(1.) The suit that has given rise to this second appeal was for declaration of the plaintiff's title to certain tea garden shares. The allegations on which the suit was instituted were that the tea garden shares had been purchased with plaintiff's money and that in an insolvency proceeding started by one of the defendants the petitioner for insolvency had claimed a certain interest in these tea shares, with the result that a cloud had been thrown on the plaintiff's title to those shares. The defence inter alia was that the shares were not the exclusive property of the plaintiff, but were the property of a firm of which the plaintiff and the defendants were the partners and that the plaintiff's suit having been instituted more than one year after the order had been passed by the insolvency Court in respect of the shares under Section 4, Provincial Insolvency Act, the plaintiff's suit was barred under Art. 13, Limitation Act. Both these points taken by the defence were found by the Courts below against the defendants with the result that the suit was decreed in plaintiff's favour. The defendants have appealed to this Court.
(2.) On behalf of the appellants it was in the first place contended that the lower appellate Court was wrong in not having found that the tea garden shares were the joint property of the plaintiff as well as of the defendants. The question whether the shares were the exclusive property of the plaintiff or the joint property of the plaintiff as well as of the defendants was a question of fact, and the learned Additional District Judge in his judgment clearly found that the plaintiff was the sole owner of the garden shares in suit. The main contention of the learned advocate for the appellants however was on the question of limitation. His point as would appear from what I have stated before was that Art. 13, Limitation Act, operated as a bar to the plaintiff's suit. We do not think that there is much substance in this contention. The plaintiff instituted his suit not to have the order of the insolvency Court, whereby it had simply directed that the shares might be sold, set aside, but to have his title to these shares declared. The order which the insolvency Court passed was no doubt an order passed under Section 4, Insolvency Act. But it was an order passed not under sub Section (2), but under Sub-section (3) of that section. A perusal of the order passed by the insolvency Judge would show that he did not consider it necessary to decide the question of title, which question was left undecided to be decided by a competent civil Court. Having regard to that observation in the order passed by the insolvency Judge and regard being had also to the fact that all that the insolvency Judge ordered at the time was to sell the interest of the defendants in the shares whatever that interest might be the suit brought by the plaintiff was not, in my opinion, a suit to have the order passed by the insolvency Judge set aside. The order which the insolvency Judge passed under Section 4, Sub-section (3), Insolvency Act, was more for an expeditious disposal of the assets than any other purpose. A perusal of Sub-section (3) would show that before an insolvency Court passed an order to sell an interest, it does not actually hold that the petitioner for insolvency has such saleable interest. If the Court has any reason to believe that the petitioner for insolvency has such saleable interest, it can pass an order under Sub-section (3). Art. 13, Limitation Act, could not therefore, in my opinion, stand as a bar to the plaintiff's suit.
(3.) The only substantial contention urged before us on behalf of the appellants therefore fails. The appeal will accordingly stand dismissed with costs. Pearson, J.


• **TASK OBJECTIVE**: Go through the entries below and count the lines where "Real" occurs. Give nothing but that number.

• **ENTRIES SHOWN**:
- - -

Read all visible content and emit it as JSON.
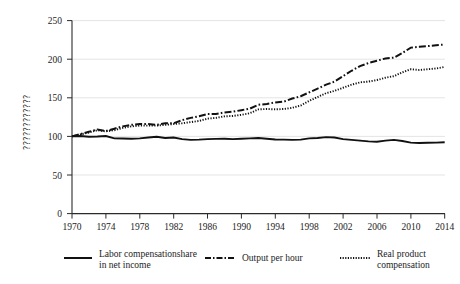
{
  "chart_data": {
    "type": "line",
    "title": "",
    "xlabel": "",
    "ylabel": "????????????",
    "ylim": [
      0,
      250
    ],
    "xlim": [
      1970,
      2014
    ],
    "grid": true,
    "legend_position": "bottom",
    "yticks": [
      0,
      50,
      100,
      150,
      200,
      250
    ],
    "xticks": [
      1970,
      1974,
      1978,
      1982,
      1986,
      1990,
      1994,
      1998,
      2002,
      2006,
      2010,
      2014
    ],
    "x": [
      1970,
      1971,
      1972,
      1973,
      1974,
      1975,
      1976,
      1977,
      1978,
      1979,
      1980,
      1981,
      1982,
      1983,
      1984,
      1985,
      1986,
      1987,
      1988,
      1989,
      1990,
      1991,
      1992,
      1993,
      1994,
      1995,
      1996,
      1997,
      1998,
      1999,
      2000,
      2001,
      2002,
      2003,
      2004,
      2005,
      2006,
      2007,
      2008,
      2009,
      2010,
      2011,
      2012,
      2013,
      2014
    ],
    "series": [
      {
        "name": "Labor compensationshare in net income",
        "style": "solid",
        "color": "#111111",
        "values": [
          100,
          100.5,
          99.5,
          99.8,
          100.5,
          97.5,
          97.2,
          97.0,
          97.5,
          98.5,
          99.5,
          98.0,
          98.5,
          96.5,
          95.5,
          95.8,
          96.5,
          96.8,
          97.0,
          96.5,
          97.0,
          97.5,
          98.0,
          97.0,
          96.0,
          95.8,
          95.5,
          95.8,
          97.5,
          98.0,
          99.0,
          98.5,
          96.5,
          95.5,
          94.5,
          93.5,
          93.0,
          94.5,
          95.5,
          94.0,
          92.0,
          91.5,
          91.8,
          92.0,
          92.5
        ]
      },
      {
        "name": "Output per hour",
        "style": "dash-dot",
        "color": "#111111",
        "values": [
          100,
          103,
          106,
          109,
          107,
          110,
          113,
          115,
          116,
          116,
          115,
          117,
          117,
          121,
          124,
          126,
          129,
          129,
          131,
          132,
          134,
          136,
          141,
          142,
          144,
          145,
          149,
          152,
          157,
          162,
          167,
          171,
          178,
          185,
          191,
          195,
          198,
          201,
          202,
          208,
          215,
          216,
          217,
          218,
          219
        ]
      },
      {
        "name": "Real product compensation",
        "style": "dotted",
        "color": "#111111",
        "values": [
          100,
          102.5,
          105,
          108,
          106.5,
          108,
          111,
          113,
          114,
          114,
          114,
          115,
          116,
          117,
          118.5,
          120,
          123,
          124,
          126,
          126.5,
          128,
          130,
          135,
          135.5,
          135,
          135.5,
          137,
          140,
          146,
          151,
          156,
          159,
          163,
          167,
          170,
          171,
          173,
          176,
          178,
          183,
          187,
          186,
          187,
          188,
          190
        ]
      }
    ]
  },
  "legend": {
    "entries": [
      {
        "label_line1": "Labor compensationshare",
        "label_line2": "in net income",
        "style": "solid"
      },
      {
        "label_line1": "Output per hour",
        "label_line2": "",
        "style": "dash-dot"
      },
      {
        "label_line1": "Real product",
        "label_line2": "compensation",
        "style": "dotted"
      }
    ]
  },
  "axis": {
    "y_title": "????????????"
  }
}
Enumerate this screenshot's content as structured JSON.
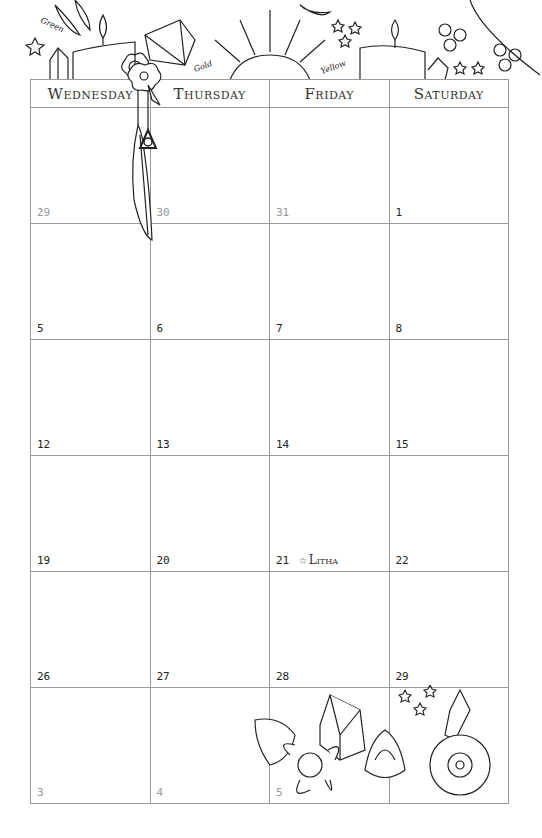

- - -

• **ANSWER FOR THIS EXERCISE**: 2